Validate before you build anything
5 min read · 993 words ·
A friend of mine — smart person, good at execution — spent three weeks building an automated content system for a niche he thought was underserved. Polished workflow, clean data structure, proper affiliate research. Really solid work.
Launched it to silence. Not even negative silence. Just nothing.
He'd built a machine to serve demand that didn't exist. The niche wasn't underserved. It was just unpopular. Nobody was searching for it, nobody was asking about it, nobody cared enough to complain about the lack of good content in the space. He'd confused "I find this interesting" with "the market is interested in this". It's an easy mistake to make when you're excited. It's also the most expensive one.
The principle that doesn't change
You build systems to scale proven demand. Not to create demand.
That sentence is worth reading twice. Proven demand. Not hopeful demand, not theoretical demand, not "I think people must care about this" demand. Demand you can point to and say: here, people are already asking for this, and what's currently available isn't good enough.
This is especially true when you're building automated content systems — because the economics of these things only work when the volume is justified. If you're building a machine that produces and publishes content at scale, the cost of being wrong isn't one bad post. It's months of output into a void.
So you validate first. Every time.
The 30-Minute Demand Test
The method I use takes about half an hour and uses three signals together. No single signal is enough on its own, but in combination they give you a clear picture.
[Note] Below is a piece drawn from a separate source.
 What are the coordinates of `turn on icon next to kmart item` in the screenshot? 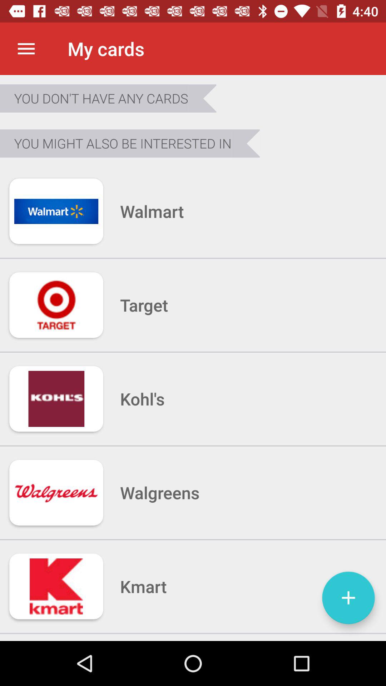 It's located at (348, 597).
Signal one: LinkedIn engagement in the target niche. Search the specific topic you're thinking about. Not the broad category — the specific problem. Are people posting about it? More importantly, are they getting comments that look like real frustration or real curiosity? Comments that say "I've been dealing with this exact thing" or "nobody talks about this enough" are worth ten times more than likes. They mean there's appetite for a conversation and not enough of it happening yet.
Signal two: Reddit activity. Find the relevant subreddit or thread. Look at what questions are being asked, how often, and whether the top answers are actually useful or just the same vague advice rehashed by accounts with low post history. If a question gets asked repeatedly and never gets a satisfying answer, that's a gap. That's your room to exist.
Signal three: Competitor quality check. Are there existing resources in this space? Good — that confirms the demand is real. Now ask: are those resources actually good? There's a difference between a niche being covered and a niche being well-served. If the dominant content is thin, academic in the wrong way, or clearly written by people who don't do the thing they're writing about, there's still space for someone who actually knows what they're talking about.
You can add Google Trends as a fourth check if you want confirmation that the topic is stable or growing rather than past its peak. But for most niches the three signals above are enough to make a decision.
What this looked like for Sales Source Code
The SSC gap showed up on LinkedIn before it showed up anywhere else.
I kept seeing enterprise sales professionals posting the same complaints — about forecasting that felt like astrology, about discovery conversations that didn't actually uncover anything, about the gap between what they were taught in training and what the job actually demanded. The frustration was real and specific.
What was available to them? Certification programmes that skewed academic and took months. YouTube-style closer content that was all tactics and no framework. Nothing in the middle — no rigorous, practitioner-led resource for people doing complex B2B sales at scale who wanted to actually understand the mechanics of what they were doing.
That's a gap. A clear one. Not a gap I invented because I wanted it to exist, but one I could point to in actual conversations happening in public.
I built SSC to fill that gap. Not the other way round.
What this looked like for Nunlimited itself
I didn't spend three weeks building Zo.E before checking if anyone cared about automation-first side businesses.
I looked at what was happening in the "build an income machine" space first. Entrepreneurs complaining on LinkedIn about the time cost of content. Reddit threads asking whether n8n was worth learning. A lot of enthusiasm, not much practical documentation from people who'd actually built something and were honest about what it cost and what it earned.
The demand was there. The rigour wasn't.
Then I built the system.
What to avoid
Two failure modes to watch for when you're doing the test.
No signal at all. If you search for your topic on LinkedIn and Reddit and find almost nothing — no posts, no threads, no questions — that's not a gap. That's an absence of interest. There are topics that people don't care enough about to even complain about, and an automated content machine pointed at one of them is just noise.
Established giants with no opening. If the top results in every channel are authoritative, well-maintained, and clearly trusted by a large audience, the question isn't whether the demand exists — it does — but whether you can offer something meaningfully different. Sometimes the answer is yes (a more specific angle, a different audience subset, a format that isn't currently being served). Sometimes it's a genuinely crowded space with no room. Know the difference before you commit six months to it.
The sweet spot is what I had with SSC: clear demand, clear frustration, existing content that was either too abstract or too shallow. Small creators with audiences, not dominant institutions with moats.
Half an hour. Three signals. You'll know.